While Ron DeSantis runs for President, he has attempted to excite conservatives nationwide by pushing legislation that makes it more difficult for undocumented students to study in Florida public schools. He also has pushed legislation that limits teaching about diversity and sexual orientation. DeSantis has even supported efforts to ban books.
However, in local school boards and courtrooms across Florida, teachers’ unions have fought back and rolled back some of DeSantis; proposals. Now, DeSantis has turned his attention to taking on teachers’ unions.
Last month, DeSantis passed a provision that stripped public employees’ unions in the state of the ability to collect dues automatically from union members’ paychecks. (Police and firefighters unions, backers of DeSantis, were exempted from the provisions)

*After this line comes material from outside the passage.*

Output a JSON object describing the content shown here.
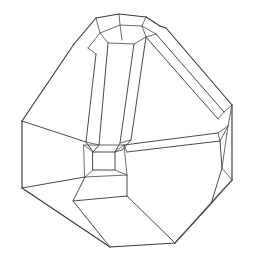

“I think he’s made it clear, he does not like this, he sees us as people who are getting in his way of doing what he wants us to do,” says Florida Education Association President Andrew Spar. “He sees this as an adversary that he needs to defeat to run for President of the United States.”
DeSantis and his anti-union allies thought their legislation had dealt a death blow to Florida public unions. Many unions were worried that they would lose tens of thousands of members as they struggled to get members to give their bank account information so that unions could manually deduct dues.
However, Florida Education Association President Andrew Spar says the attacks have backfired.
The Florida Education Association says that it actually gained 5,000 members in the month since DeSantis signed the bill in May. Indeed, many non-union teachers, particularly younger teachers, startled by DeSantis’s attacks on gays, immigrants, and minorities, have sought to join the union to fight back against the governor’s attacks.
“We have people coming in who are saying, ‘Hey, how do I join the union? I want to join the union,'” says Andrew Spar, President of Florida Education. “Teachers are saying ‘I can’t believe what’s happening in the state of Florida; we need to have a voice. How can I get involved in the union?'”
At Orange River Elementary School in Fort Myers on Florida’s Gulf Coast, 37-year-old 4th-grade teacher LaTonya Starks says that switching everyone over from automatic union dues paycheck deductions to recurring credit card charges initially seemed daunting for the union. However, teachers like Starks kicked into overdrive, talking to nearly every teacher in their building about the importance of the union.
Surprisingly, they found that teachers, particularly younger teachers, who had never been involved in the union were starting to sign up to become members.
“I’ve managed to get a couple of new teachers, actually, because of all this discussion and having these discussions about just giving them the facts, like ‘let’s take a look at all the things that are being done, and who they’re being done to in the school system,'” says LaTonya Starks. “And then you say [to them] ‘don’t you wonder why someone’s working so hard to make it difficult for us to be a professional organization?'”
Starks says that some new union members even apologized for not going through all the paperwork of signing to be part of the union in the “right-to-work” state, where being part of the union is voluntary.
“It’s a pretty streamlined process, and once I get them signed up, that’s where most of them say, ‘Oh, well, that’s it, Okay, I’m sorry. I’m sorry it took me so long’,” says Starks, recounting the countless conversations
Despite the influx of new members rallying to the union, Starks worries that many teachers may feel overwhelmed by DeSantis’s various attacks on their schools and communities.
“I’m also terrified for my students right now with all of the laws involving migrants and immigration,” says Starks. “Most of my students are from Guatemala and or Honduras. And I have very few students who are originally from the United States. And so I’ve had families that may not be able to be here next year and who are freaking out and feeling very uncomfortable and feeling afraid in their own homes.”
The teachers union leader says that she often has worked nearly 12-14 hours a day.
“At school, I’m trying to take care of their needs and looking out for my students throughout the day,” says Starks. “But then after school, it goes into kind of this ‘beast mode’ of I’ve got to get everybody who I can switchover [tonight], I’ve got to notify people how important this is.'”
With many teachers being stretched thin with overtime, she says sometimes it can take more than one gentle reminder to get someone to sign their union card.
“Sometimes people do get wrapped up in other things, you know, like their job and their families. And I completely understand that. And so you do have to do the business about letting everybody know what’s at stake. And that part is hard,” says the 4th-grade teacher. “Because it feels like you’re putting pressure on other people. And they’re already stressed.”
The 37-year-old 4th-grade teacher and parent is exhausted but, like many Florida teachers, is vowing to fight on.
“It’s wild, I don’t know how I’m managing the stress,” says LaTonya Starks. “We all are beginning together. Andwhat I hope more than anything is that at the end of this, we’re gonna have even more teachers than we had before. And I really hope we’re able to do the same for support staff. But it is a challenge. It is a Herculean effort – I kid you not.”